1st Edition

Indie TV Industry, Aesthetics and Medium Specificity

Edited By James Lyons, Yannis Tzioumakis Copyright 2023
392 Pages 35 B/W Illustrations
by Routledge

392 Pages 35 B/W Illustrations
by Routledge

392 Pages 35 B/W Illustrations
by Routledge

This edited collection is the first book to offer a wide-ranging examination of the interface between American independent film and a converged television landscape that consists of terrestrial broadcasters, cable networks and streaming providers, in which independent film and television intersect in complex, multifaceted and creative ways. The book covers the long history of continuities and... Read more

Introduction James Lyons and Yannis Tzioumakis

Prologue Hollywood and Television before Media Convergence - Tino Balio 

Part 1 - Indie Film and Television: Historical Relationships 

Chapter 1 Indie (Film on) TV: A Tale of two very Close Friends - Yannis Tzioumakis

Chapter 2 Same Word, Different Medium: The Evolution of Indie TV since the 2000s’ Alisa Perren

Part 2 - Indie Film and Television: Industrial Continuities 

Chapter 3 (Re-)Branding Sundance: Entering the Indie TV Market - Sarah E.S. Sinwell

Chapter 4  Packaging the 'Purest' form of Indie TV: Michael Sugar, Talent Management and Indie-Auteur Clients’ - Andrew Stubbs

Chapter 5 ‘The Things That Keep Us Up at Night’: Blumhouse Television and Indie Horror’s Small Screen Dispersal - Tom Fallows

Part 3 - Filmmakers Migration from Indie Film to TV (and back)

Chapter 6 From Brick to Breaking Bad: ‘Quality’ Television Style, Authorship and ‘Cinematic’ Status - Geoff King

Chapter 7 Mumblecore’s Second Act: Millennial Indie Moviemaking’s Migration to Television - Maria San Filippo

Chapter 8 Apocalyptic Visions and Commercial Constraints: Gregg Araki’s Negotiation of Emerging Modes of Indie TV Auteurship - Anthony P. McIntyre

Part 4 - Indie TV: Aesthetic and Institutional Trajectories

Chapter 9 Prestige TV, Comedy, and the Indie Aesthetic - Michael Z. Newman

Chapter 10 Netflix, Race and Cinephilia: Master of None and Indie TV - Meenasarani Murugan

Chapter 11 'It may Be Where the Future of Independent Production Is Happening': Netflix and Indie Aesthetics in GLOW - Cat Mahoney

Chapter 12 Affect, Tabloid Reality TV and Indie Cinema - Justin Wyatt

Part 5 - Indie TV and Regional Sensibilities

Chapter 13 Fargo (2014-2020): Indie Cinema, Midwest Mobsters, and Indie TV - Cynthia Baron

Chapter 14 Gender, Family, and Therapeutic Regionalism in One Mississippi - Julia Leyda and Diane Negra

Part 6 - Indie TV and Alternative Practices 

Chapter 15 Indie TV in the Streaming Era – A.J. Christian

Chapter 16 Web Series as Indie TV: Intersectional Identities and Intersecting Media - Elana Levine

Chapter 17 ‘A Decade of Distinction’: A&E IndieFilms and the Channelling of Documentary - James Lyons

Biography

James Lyons is Associate Professor in Screen Studies at the University of Exeter. He is the author or co-editor of six books, including Documentary, Performance and Risk (2020), Miami Vice (2010) and Quality Popular Television (2003).

Yannis Tzioumakis is Reader in Film and Media Industries at the University of Liverpool. He is the author and editor of eleven books, most recently United Artists (2020). He also co-edits the Routledge Hollywood Centenary and the Cinema and Youth Cultures book series.

"Indie TV is a fascinating and wide-ranging exploration of the interrelationships between media industries. Lyons and Tzioumakis have assembled a formidable group of scholars to make the powerful collective argument that cinema and television are, and always have been, inseparable. The many layers of indie TV revealed within will inspire film and TV historians, as well as those analyzing contemporary digital media and production cultures."

Jennifer Holt, University of California, Santa Barbara, USA

"When I praised this book to a non-academic friend, he readily and enthusiastically rattled off titles of multi-season and limited-episode series that immediately came to mind as cutting-edge examples of 'indie TV' and its cultural reach and resonance. Clearly, 'indie TV' has public purchase, and this far-ranging anthology, strong equally in conceptualization and industrial and aesthetic analysis, pinpoints why. The volume offers rich examples, sharp and smart insight, and welcome attention to diversity, on-screen and behind, around gender, race, ethnicity."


The expected output is an exact copy of each line from the line with "This screenshot has height=510, width=1033." through the end of the data below, with no pictures in it.
====== Input
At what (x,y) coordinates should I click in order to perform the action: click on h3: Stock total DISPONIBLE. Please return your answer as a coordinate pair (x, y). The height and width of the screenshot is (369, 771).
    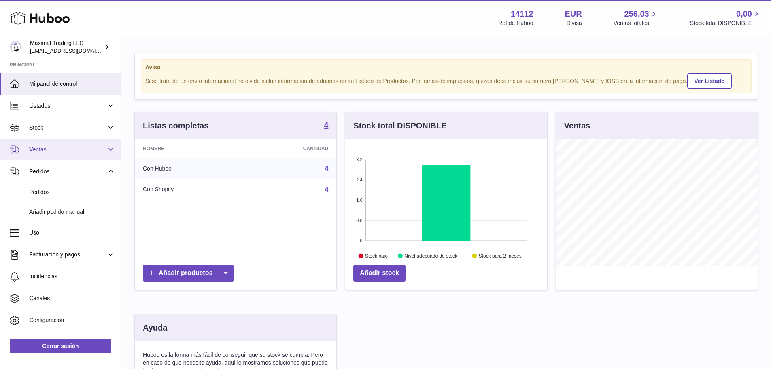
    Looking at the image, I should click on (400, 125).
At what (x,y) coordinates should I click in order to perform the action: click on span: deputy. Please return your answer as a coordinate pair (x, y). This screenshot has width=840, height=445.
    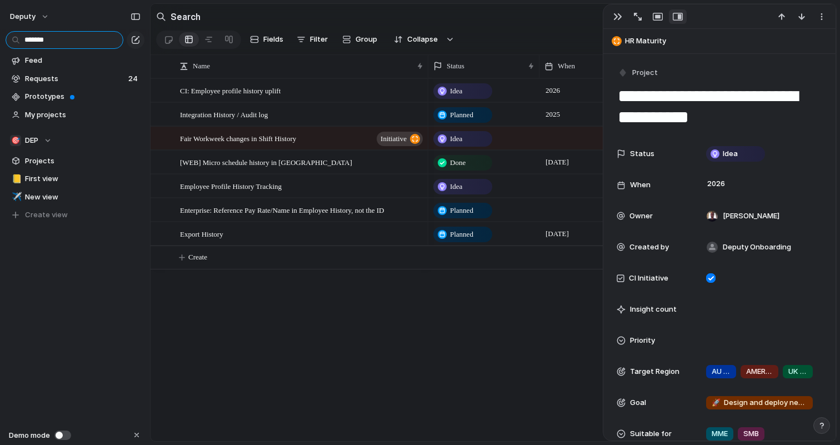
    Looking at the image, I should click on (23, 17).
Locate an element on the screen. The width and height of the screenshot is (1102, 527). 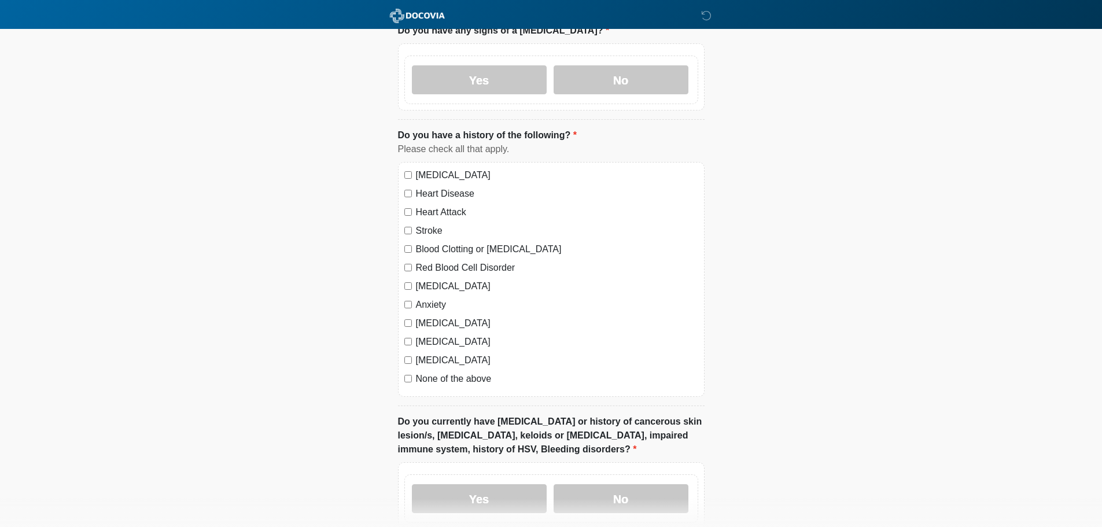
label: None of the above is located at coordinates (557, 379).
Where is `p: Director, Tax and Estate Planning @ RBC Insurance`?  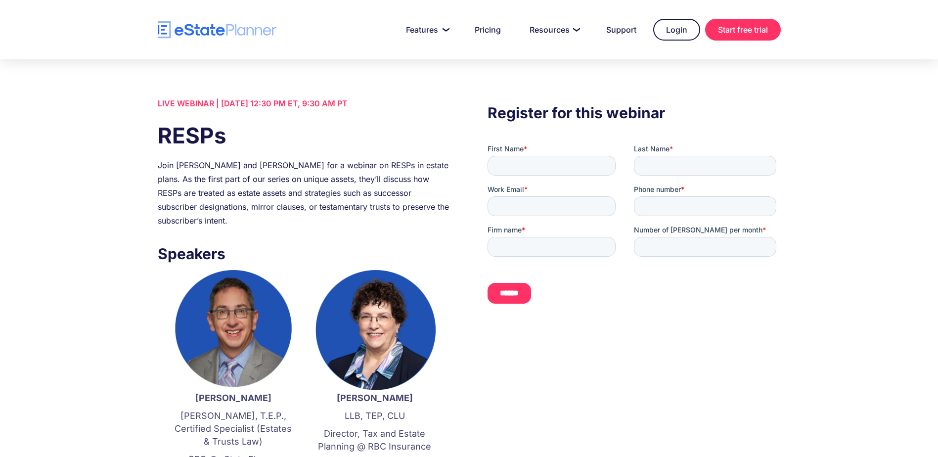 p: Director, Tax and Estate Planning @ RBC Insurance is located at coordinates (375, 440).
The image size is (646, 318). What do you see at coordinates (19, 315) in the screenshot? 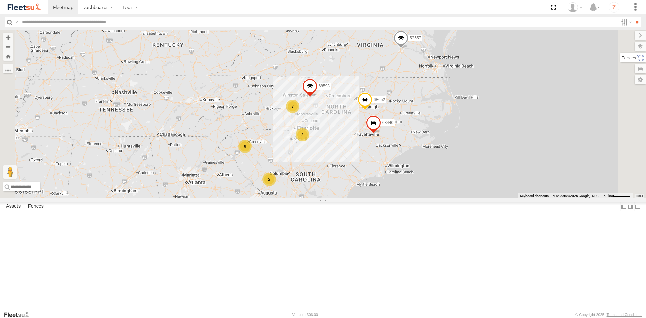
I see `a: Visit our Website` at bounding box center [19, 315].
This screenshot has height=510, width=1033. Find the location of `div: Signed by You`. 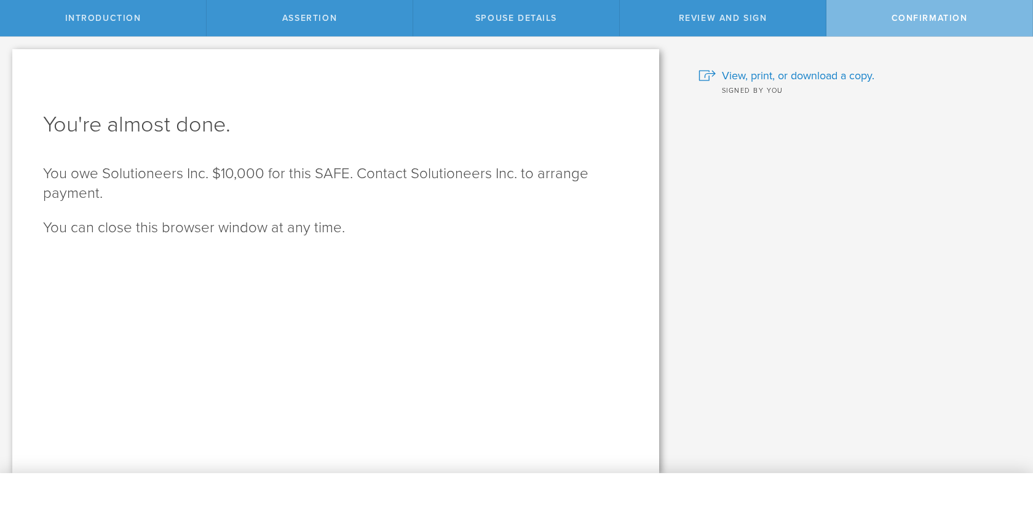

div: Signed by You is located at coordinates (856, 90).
============
Exercise solution:
This screenshot has height=510, width=1033. Find the location of `div: Signed by You`. 

div: Signed by You is located at coordinates (856, 90).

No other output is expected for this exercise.